_ENTRIES PROVIDED_
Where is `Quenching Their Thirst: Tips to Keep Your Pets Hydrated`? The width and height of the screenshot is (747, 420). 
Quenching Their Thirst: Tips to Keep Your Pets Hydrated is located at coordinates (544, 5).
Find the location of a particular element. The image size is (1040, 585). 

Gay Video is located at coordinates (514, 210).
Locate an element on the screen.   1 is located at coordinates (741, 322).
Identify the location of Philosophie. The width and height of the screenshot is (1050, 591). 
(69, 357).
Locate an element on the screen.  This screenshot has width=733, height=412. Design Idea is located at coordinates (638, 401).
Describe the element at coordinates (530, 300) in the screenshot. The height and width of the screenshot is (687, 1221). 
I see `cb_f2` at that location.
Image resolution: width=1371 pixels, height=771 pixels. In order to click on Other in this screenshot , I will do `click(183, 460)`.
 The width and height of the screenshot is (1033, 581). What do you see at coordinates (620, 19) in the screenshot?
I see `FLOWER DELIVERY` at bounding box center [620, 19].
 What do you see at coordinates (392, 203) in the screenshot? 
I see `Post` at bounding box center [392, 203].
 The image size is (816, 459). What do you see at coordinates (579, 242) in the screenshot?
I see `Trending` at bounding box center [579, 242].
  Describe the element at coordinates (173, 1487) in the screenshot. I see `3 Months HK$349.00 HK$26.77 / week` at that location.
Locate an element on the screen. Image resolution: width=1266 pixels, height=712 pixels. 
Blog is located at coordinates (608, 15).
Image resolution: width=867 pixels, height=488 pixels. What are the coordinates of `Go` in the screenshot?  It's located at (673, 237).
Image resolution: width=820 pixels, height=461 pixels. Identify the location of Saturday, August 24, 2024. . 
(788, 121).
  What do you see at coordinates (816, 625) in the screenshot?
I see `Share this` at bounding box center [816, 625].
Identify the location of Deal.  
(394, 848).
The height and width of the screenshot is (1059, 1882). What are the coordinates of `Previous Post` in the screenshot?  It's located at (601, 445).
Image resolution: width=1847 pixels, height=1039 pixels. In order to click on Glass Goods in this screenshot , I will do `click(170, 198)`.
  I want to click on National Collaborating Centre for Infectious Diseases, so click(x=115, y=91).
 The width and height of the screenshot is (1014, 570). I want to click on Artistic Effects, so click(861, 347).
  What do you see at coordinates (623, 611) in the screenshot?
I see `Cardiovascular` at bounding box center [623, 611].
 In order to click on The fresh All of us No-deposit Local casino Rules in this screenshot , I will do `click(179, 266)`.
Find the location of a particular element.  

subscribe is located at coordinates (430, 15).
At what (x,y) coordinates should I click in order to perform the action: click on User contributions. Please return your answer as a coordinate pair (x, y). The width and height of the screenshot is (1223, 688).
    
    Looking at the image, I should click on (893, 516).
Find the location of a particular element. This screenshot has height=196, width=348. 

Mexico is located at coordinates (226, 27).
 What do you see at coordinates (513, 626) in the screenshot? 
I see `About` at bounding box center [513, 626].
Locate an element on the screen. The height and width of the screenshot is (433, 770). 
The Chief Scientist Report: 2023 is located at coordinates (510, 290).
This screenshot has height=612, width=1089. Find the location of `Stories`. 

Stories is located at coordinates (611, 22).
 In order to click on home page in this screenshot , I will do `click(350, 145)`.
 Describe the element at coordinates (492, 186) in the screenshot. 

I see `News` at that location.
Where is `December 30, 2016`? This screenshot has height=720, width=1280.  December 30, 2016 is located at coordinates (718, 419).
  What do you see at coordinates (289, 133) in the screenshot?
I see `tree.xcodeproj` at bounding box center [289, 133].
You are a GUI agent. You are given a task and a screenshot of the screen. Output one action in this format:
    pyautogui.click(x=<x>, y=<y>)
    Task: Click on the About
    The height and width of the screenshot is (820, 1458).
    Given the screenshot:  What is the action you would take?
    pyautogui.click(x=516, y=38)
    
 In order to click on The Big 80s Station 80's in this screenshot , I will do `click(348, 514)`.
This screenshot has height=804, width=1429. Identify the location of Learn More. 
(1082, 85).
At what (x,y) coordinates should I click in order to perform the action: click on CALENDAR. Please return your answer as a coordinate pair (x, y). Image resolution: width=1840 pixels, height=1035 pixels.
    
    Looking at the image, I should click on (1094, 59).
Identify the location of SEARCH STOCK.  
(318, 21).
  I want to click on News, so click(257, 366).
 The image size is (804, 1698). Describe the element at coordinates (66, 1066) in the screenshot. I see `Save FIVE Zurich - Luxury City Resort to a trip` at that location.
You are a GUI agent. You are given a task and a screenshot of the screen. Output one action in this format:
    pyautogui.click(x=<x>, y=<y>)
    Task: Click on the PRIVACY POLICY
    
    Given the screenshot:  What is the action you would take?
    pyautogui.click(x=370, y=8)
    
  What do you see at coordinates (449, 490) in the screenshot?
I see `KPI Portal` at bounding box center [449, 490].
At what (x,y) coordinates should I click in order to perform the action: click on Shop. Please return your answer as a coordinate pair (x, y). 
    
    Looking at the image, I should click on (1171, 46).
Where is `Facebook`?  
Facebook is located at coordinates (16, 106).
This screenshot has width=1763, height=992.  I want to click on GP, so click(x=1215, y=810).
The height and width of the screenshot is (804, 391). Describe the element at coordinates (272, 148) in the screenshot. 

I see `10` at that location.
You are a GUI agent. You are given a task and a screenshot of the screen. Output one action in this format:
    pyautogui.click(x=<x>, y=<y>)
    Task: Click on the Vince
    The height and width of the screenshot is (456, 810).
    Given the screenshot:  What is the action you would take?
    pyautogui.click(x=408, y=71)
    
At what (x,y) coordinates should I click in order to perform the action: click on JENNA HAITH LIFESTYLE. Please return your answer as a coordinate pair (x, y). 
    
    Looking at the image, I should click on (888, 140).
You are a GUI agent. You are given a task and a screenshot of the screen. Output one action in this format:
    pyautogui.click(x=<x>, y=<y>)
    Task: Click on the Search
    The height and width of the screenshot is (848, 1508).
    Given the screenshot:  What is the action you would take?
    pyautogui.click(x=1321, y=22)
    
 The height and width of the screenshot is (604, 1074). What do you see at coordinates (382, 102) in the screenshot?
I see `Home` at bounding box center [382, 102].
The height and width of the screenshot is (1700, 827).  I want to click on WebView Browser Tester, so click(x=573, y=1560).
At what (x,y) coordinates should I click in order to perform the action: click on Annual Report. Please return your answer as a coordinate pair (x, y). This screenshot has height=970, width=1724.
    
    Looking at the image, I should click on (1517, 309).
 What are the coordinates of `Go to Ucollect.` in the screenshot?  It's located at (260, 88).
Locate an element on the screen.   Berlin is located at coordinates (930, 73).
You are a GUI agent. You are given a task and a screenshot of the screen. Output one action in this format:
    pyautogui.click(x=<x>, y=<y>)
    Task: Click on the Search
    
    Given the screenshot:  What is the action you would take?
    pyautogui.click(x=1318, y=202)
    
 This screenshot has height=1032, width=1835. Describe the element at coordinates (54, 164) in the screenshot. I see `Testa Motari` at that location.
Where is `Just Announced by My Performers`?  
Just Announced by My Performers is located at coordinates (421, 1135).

_GOAL OF THE EXERCISE_
Repeat the whole listing exactly.

_EXERCISE ANSWER_
Where is `Quenching Their Thirst: Tips to Keep Your Pets Hydrated`? The width and height of the screenshot is (747, 420). 
Quenching Their Thirst: Tips to Keep Your Pets Hydrated is located at coordinates (544, 5).
Find the location of a particular element. The image size is (1040, 585). 

Gay Video is located at coordinates (514, 210).
Locate an element on the screen.   1 is located at coordinates (741, 322).
Identify the location of Philosophie. The width and height of the screenshot is (1050, 591). 
(69, 357).
Locate an element on the screen.  This screenshot has width=733, height=412. Design Idea is located at coordinates (638, 401).
Describe the element at coordinates (530, 300) in the screenshot. The height and width of the screenshot is (687, 1221). 
I see `cb_f2` at that location.
Image resolution: width=1371 pixels, height=771 pixels. In order to click on Other in this screenshot , I will do `click(183, 460)`.
 The width and height of the screenshot is (1033, 581). What do you see at coordinates (620, 19) in the screenshot?
I see `FLOWER DELIVERY` at bounding box center [620, 19].
 What do you see at coordinates (392, 203) in the screenshot? 
I see `Post` at bounding box center [392, 203].
 The image size is (816, 459). What do you see at coordinates (579, 242) in the screenshot?
I see `Trending` at bounding box center [579, 242].
  Describe the element at coordinates (173, 1487) in the screenshot. I see `3 Months HK$349.00 HK$26.77 / week` at that location.
Locate an element on the screen. Image resolution: width=1266 pixels, height=712 pixels. 
Blog is located at coordinates (608, 15).
Image resolution: width=867 pixels, height=488 pixels. What are the coordinates of `Go` in the screenshot?  It's located at (673, 237).
Image resolution: width=820 pixels, height=461 pixels. Identify the location of Saturday, August 24, 2024. . 
(788, 121).
  What do you see at coordinates (816, 625) in the screenshot?
I see `Share this` at bounding box center [816, 625].
Identify the location of Deal.  
(394, 848).
The height and width of the screenshot is (1059, 1882). What are the coordinates of `Previous Post` in the screenshot?  It's located at (601, 445).
Image resolution: width=1847 pixels, height=1039 pixels. In order to click on Glass Goods in this screenshot , I will do `click(170, 198)`.
  I want to click on National Collaborating Centre for Infectious Diseases, so click(x=115, y=91).
 The width and height of the screenshot is (1014, 570). I want to click on Artistic Effects, so click(861, 347).
  What do you see at coordinates (623, 611) in the screenshot?
I see `Cardiovascular` at bounding box center [623, 611].
 In order to click on The fresh All of us No-deposit Local casino Rules in this screenshot , I will do `click(179, 266)`.
Find the location of a particular element.  

subscribe is located at coordinates (430, 15).
At what (x,y) coordinates should I click in order to perform the action: click on User contributions. Please return your answer as a coordinate pair (x, y). The width and height of the screenshot is (1223, 688).
    
    Looking at the image, I should click on (893, 516).
Find the location of a particular element. This screenshot has height=196, width=348. 

Mexico is located at coordinates (226, 27).
 What do you see at coordinates (513, 626) in the screenshot? 
I see `About` at bounding box center [513, 626].
Locate an element on the screen. The height and width of the screenshot is (433, 770). 
The Chief Scientist Report: 2023 is located at coordinates (510, 290).
This screenshot has height=612, width=1089. Find the location of `Stories`. 

Stories is located at coordinates (611, 22).
 In order to click on home page in this screenshot , I will do `click(350, 145)`.
 Describe the element at coordinates (492, 186) in the screenshot. 

I see `News` at that location.
Where is `December 30, 2016`? This screenshot has height=720, width=1280.  December 30, 2016 is located at coordinates (718, 419).
  What do you see at coordinates (289, 133) in the screenshot?
I see `tree.xcodeproj` at bounding box center [289, 133].
You are a GUI agent. You are given a task and a screenshot of the screen. Output one action in this format:
    pyautogui.click(x=<x>, y=<y>)
    Task: Click on the About
    The height and width of the screenshot is (820, 1458).
    Given the screenshot:  What is the action you would take?
    pyautogui.click(x=516, y=38)
    
 In order to click on The Big 80s Station 80's in this screenshot , I will do `click(348, 514)`.
This screenshot has height=804, width=1429. Identify the location of Learn More. 
(1082, 85).
At what (x,y) coordinates should I click in order to perform the action: click on CALENDAR. Please return your answer as a coordinate pair (x, y). Image resolution: width=1840 pixels, height=1035 pixels.
    
    Looking at the image, I should click on (1094, 59).
Identify the location of SEARCH STOCK.  
(318, 21).
  I want to click on News, so click(257, 366).
 The image size is (804, 1698). Describe the element at coordinates (66, 1066) in the screenshot. I see `Save FIVE Zurich - Luxury City Resort to a trip` at that location.
You are a GUI agent. You are given a task and a screenshot of the screen. Output one action in this format:
    pyautogui.click(x=<x>, y=<y>)
    Task: Click on the PRIVACY POLICY
    
    Given the screenshot:  What is the action you would take?
    pyautogui.click(x=370, y=8)
    
  What do you see at coordinates (449, 490) in the screenshot?
I see `KPI Portal` at bounding box center [449, 490].
At what (x,y) coordinates should I click in order to perform the action: click on Shop. Please return your answer as a coordinate pair (x, y). 
    
    Looking at the image, I should click on (1171, 46).
Where is `Facebook`?  
Facebook is located at coordinates (16, 106).
This screenshot has width=1763, height=992.  I want to click on GP, so click(x=1215, y=810).
The height and width of the screenshot is (804, 391). Describe the element at coordinates (272, 148) in the screenshot. 

I see `10` at that location.
You are a GUI agent. You are given a task and a screenshot of the screen. Output one action in this format:
    pyautogui.click(x=<x>, y=<y>)
    Task: Click on the Vince
    The height and width of the screenshot is (456, 810).
    Given the screenshot:  What is the action you would take?
    pyautogui.click(x=408, y=71)
    
At what (x,y) coordinates should I click in order to perform the action: click on JENNA HAITH LIFESTYLE. Please return your answer as a coordinate pair (x, y). 
    
    Looking at the image, I should click on (888, 140).
You are a GUI agent. You are given a task and a screenshot of the screen. Output one action in this format:
    pyautogui.click(x=<x>, y=<y>)
    Task: Click on the Search
    The height and width of the screenshot is (848, 1508).
    Given the screenshot:  What is the action you would take?
    pyautogui.click(x=1321, y=22)
    
 The height and width of the screenshot is (604, 1074). What do you see at coordinates (382, 102) in the screenshot?
I see `Home` at bounding box center [382, 102].
The height and width of the screenshot is (1700, 827).  I want to click on WebView Browser Tester, so click(x=573, y=1560).
At what (x,y) coordinates should I click in order to perform the action: click on Annual Report. Please return your answer as a coordinate pair (x, y). This screenshot has height=970, width=1724.
    
    Looking at the image, I should click on (1517, 309).
 What are the coordinates of `Go to Ucollect.` in the screenshot?  It's located at (260, 88).
Locate an element on the screen.   Berlin is located at coordinates (930, 73).
You are a GUI agent. You are given a task and a screenshot of the screen. Output one action in this format:
    pyautogui.click(x=<x>, y=<y>)
    Task: Click on the Search
    
    Given the screenshot:  What is the action you would take?
    pyautogui.click(x=1318, y=202)
    
 This screenshot has height=1032, width=1835. Describe the element at coordinates (54, 164) in the screenshot. I see `Testa Motari` at that location.
Where is `Just Announced by My Performers`?  
Just Announced by My Performers is located at coordinates (421, 1135).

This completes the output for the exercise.